7. Daisy

Chapter 7

Daisy

L ocke worked my ass off. There was no easing back in. After a run on the treadmill to warm up, I spent the next hour and a half squatting, jump roping, and lifting. I felt slow at first. Slow and heavy. But after a while my body remembered what it was like to really move.

Other gym members arrived while we worked, and by the time Locke told me I could stop, I was dripping sweat.

“Thank you,” I gasped, trying to catch my breath after a series of burpies.

He looked down at me. “Feel better?”

I nodded. “I think I do.”

“Good. Same time tomorrow.”

“Don’t I need a rest day?” I asked, because even though I wasn’t a gym rat I knew you were supposed to rest your muscles between workouts.

“You work Monday and Thursday, right?” he asked.

“Usually.” The resort was inching closer to its grand opening and I’d been coming in a few extra days here and there as the deadline loomed.

“We’ll work a different muscle group tomorrow,” he said. “You can take Thursday off since you have to work.”

I considered arguing — who did Locke think he was? — but didn’t. I felt better already, the quiet of the house at the top of the falls far away from the lights of the gym and the people working out around me.

Life.

I thought of Jace, picked at the wound of his death, testing it, and an unseen hand crushed my chest.

I pushed the thought of him away. I would visit his grave when I got home, think about him in the big house where I could cry alone. Here I felt more like myself. Maybe that was the trick: compartmentalize my loss, my thoughts of Jace.

Manage them.

I looked up at Locke and nodded. “Tomorrow.”

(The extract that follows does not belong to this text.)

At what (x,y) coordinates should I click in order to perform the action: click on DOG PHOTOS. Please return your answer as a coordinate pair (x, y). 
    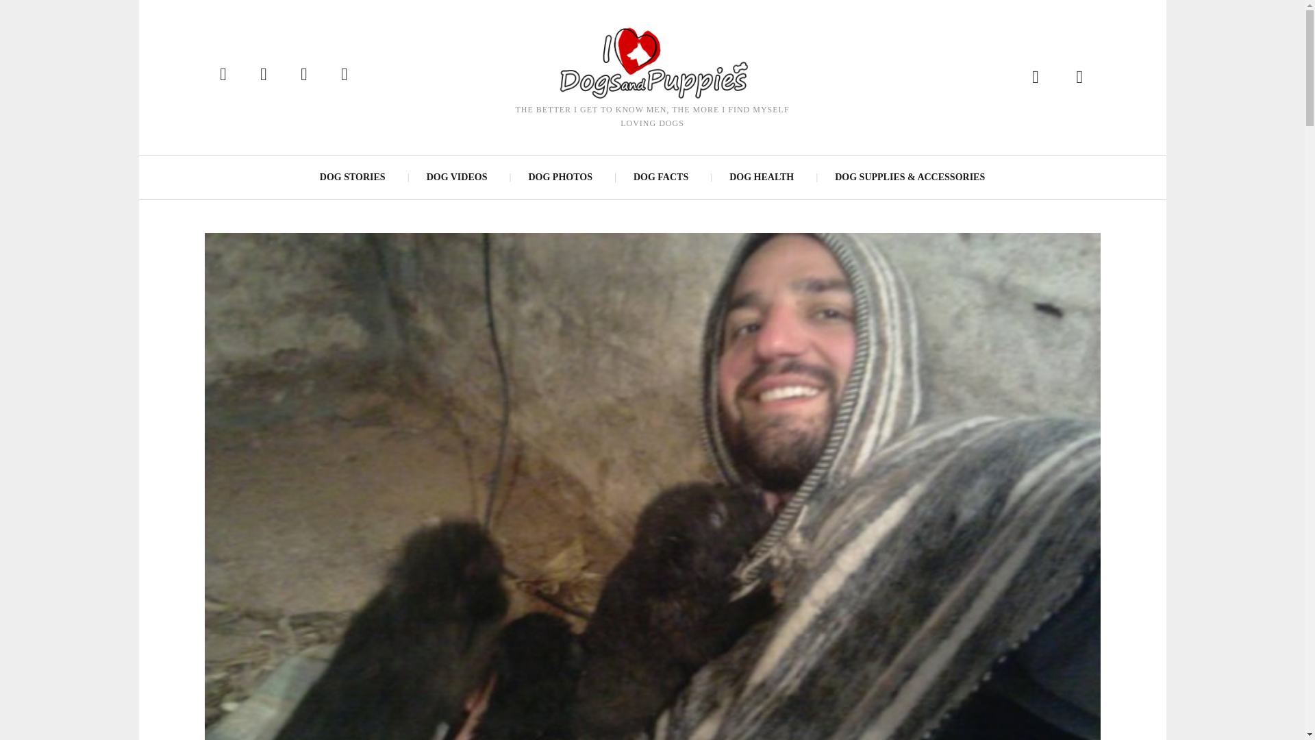
    Looking at the image, I should click on (559, 177).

He surprised me by reaching down to squeeze my shoulder. The gesture felt paternalistic, and I thought of my dad, one of many messes in my life that had gone unaddressed in the wake of Jace’s death.

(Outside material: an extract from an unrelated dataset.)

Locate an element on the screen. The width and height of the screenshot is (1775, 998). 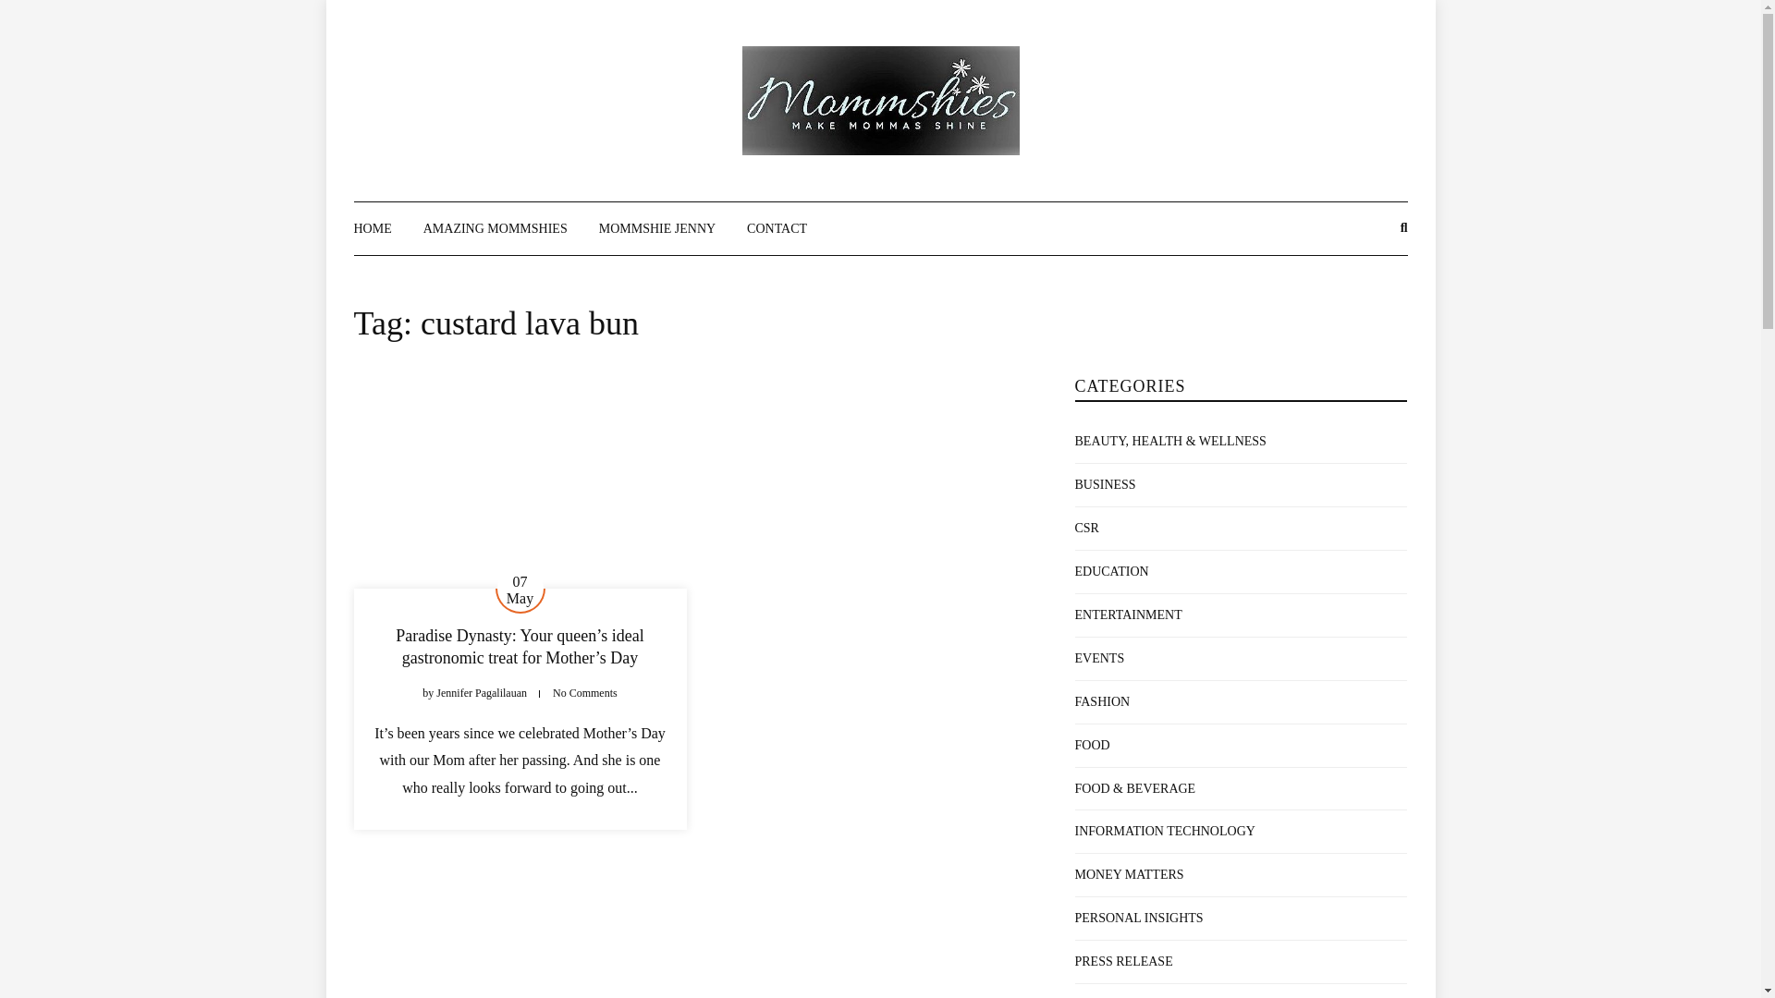
CSR is located at coordinates (1085, 527).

“I’m proud of you,” Locke said. “Keep showing up for yourself. One minute at a time.”

I sucked in a breath, blew it out slowly around the grief that was creeping back in now that I was still.

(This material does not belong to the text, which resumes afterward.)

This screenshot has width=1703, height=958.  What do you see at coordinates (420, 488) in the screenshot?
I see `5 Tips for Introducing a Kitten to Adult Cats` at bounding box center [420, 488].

One minute at a time. I could do that.

I said hello to a few of the gym members I’d gotten to know when I’d been coming regularly and grabbed my bag. It was a relief to step outside into the cool morning air and I exhaled another big breath.

Across the street, Wolf was holding a cup from Cassie’s Cuppa and leaning against Benji’s driver’s side while Otis fiddled with something under the hood. I felt the unfamiliar stirring of desire.

No, that wasn’t right. I’d felt desire in the months since Jace’s death, but it had always come after prompting by Wolf and Otis. They could still light my body on fire with a kiss or a touch, but I didn’t initiate anything because my body felt dead without a jump start from their lips and fingers.

But I felt it now: the familiar rush of heat to my pussy, the tingling at my center.

And who could blame me? Wolf had deployed his trademark lean while wearing ripped black jeans, a sleeveless gray Sex Pistols T-shirt that showed off his defined biceps, and his black boots. His dark hair was still tousled, probably because he and Otis had gotten up early to get me out of the house for the gym, and I wanted nothing more than to go back to bed and mess it up some more.

Otis did nothing for the impulse when he shut the hood of the car, his arms flexing under his tank top, his lower body poured into faded jeans that hung just a little too low on his hips, giving me a glimpse of his washboard abs and the Adonis belt pointing at his dick.

“Hey, doll,” Otis said, walking over to stand next to Wolf as I approached. “How was the workout?”

I took a deep breath. “It was…” I nodded. “It was good.”

Wolf handed me the cup from Cassie’s. “Thought you could probably use this.”

“Thank you.” I took a drink of the hot bitter coffee.

“What do you want to do now?” Otis asked.

For the first time in a long time, I didn’t feel totally dead. It wasn’t just my body, although the workout had definitely woken me up on that front, as evidenced by the shot of lust I’d felt looking at Wolf and Otis. My mind felt sharper.

Clearer.

“I want to find out who killed Jace,” I said. “And I’m ready to make them pay.”